UPDATED 15:00 EDT / MAY 17 2018

INFRA

How VxRack Flex is bringing scalability to hyperconverged infrastructure

Why do-it-yourself if you don’t have to? The trend is for faster, simpler and more flexible as the nuts and bolts of system architecture become buried deeper and deeper under the hood.

“We’ve quickly determined we can drive much better customer experience, much better customer outcomes as we lean more towards an appliance or an engineered system versus a do-it-yourself kind of model,” said Dan McConnell (pictured), vice president of the Converged Platform & Solutions Division at Dell Technologies Inc.  

McConnell spoke with Stu Miniman (@stu), and John Walls (@JohnWalls21), co-hosts of theCUBE, SiliconANGLE Media’s mobile livestreaming studio, at the Dell Technologies World event in Las Vegas. They discussed Dell EMC’s new VxRack Flex rack-scale hyperconverged infrastructure that incorporates its ScaleIO virtual SAN software product, which has been removed from standalone sale. (* Disclosure below.)

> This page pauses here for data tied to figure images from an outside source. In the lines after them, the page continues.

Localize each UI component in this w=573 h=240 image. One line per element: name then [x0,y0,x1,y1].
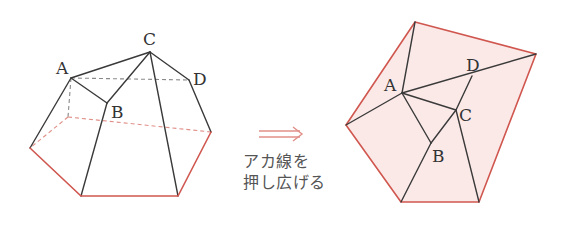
hidden-edge-a-d [71,78,189,80]
hidden-red-edge-back-left [30,117,68,148]
caption-line-2: 押し広げる [243,172,326,193]
solid-figure: A B C D [30,29,211,196]
net-label-c: C [459,105,472,125]
caption: アカ線を 押し広げる [243,151,326,193]
red-base-edges [30,132,211,196]
edge-c-d [150,52,189,80]
edge-a-b [71,78,107,103]
label-d: D [193,69,207,89]
edge-a-left [30,78,71,148]
caption-line-1: アカ線を [243,151,326,172]
double-arrow-right-icon [259,127,302,141]
net-outline [346,22,536,202]
edge-b-bottom-left [81,103,107,196]
net-label-d: D [466,55,480,75]
label-c: C [143,29,156,49]
label-a: A [55,58,69,78]
net-label-a: A [383,75,397,95]
hidden-edge-a-back [68,78,71,117]
hidden-red-edge-back-right [68,117,211,132]
edge-c-bottom-right [150,52,178,196]
net-label-b: B [432,146,445,166]
net-figure: A D C B [346,22,536,202]
label-b: B [111,102,124,122]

VxRack Flex = HCI, plus agility, scale and storage consolidation

“With ScaleIO, what we’re trying to do is push it more into an appliance model, push it more into rack scale model — VxRack Flex. There’s an outbound shift away from … what was ScaleIO as a software only and into more of an engineered system appliance offering,” McConnell said.

Dell EMC is already the leader in the converged systems market with a 31.1 percent market share. This is mostly driven by HCI sales, which showed a year-over-year growth of 149 percent for the company, faster than the median market.

“We’ve got customers from four nodes, all the way up to … large enterprise customers over a thousand nodes,” McConnell stated.

Adjusting to the needs of such a diverse client base is challenging, and Dell EMC takes a portfolio approach to meet each customer’s needs.

“We’ve got what are multiple different consumption models, one that is an appliance, this is the server, the hardware, the software, lifecycle managed in an appliance. And then the next layer is what we call rack scale … what rack scale does is include the networking components in that engineered system attribute,” McConnell said. “We’ve got, when you talk about scalable, up to a thousand nodes, literally 30 million [input/output operations per second], right? So, performance, I think we’ve got it covered.”

Watch the complete video interview below, and be sure to check out more of SiliconANGLE’s and theCUBE’s coverage of the Dell Technologies World 2018 event. (* Disclosure: Dell Technologies Inc. sponsored this segment of theCUBE. Neither Dell nor other sponsors have editorial control over content on theCUBE or SiliconANGLE.)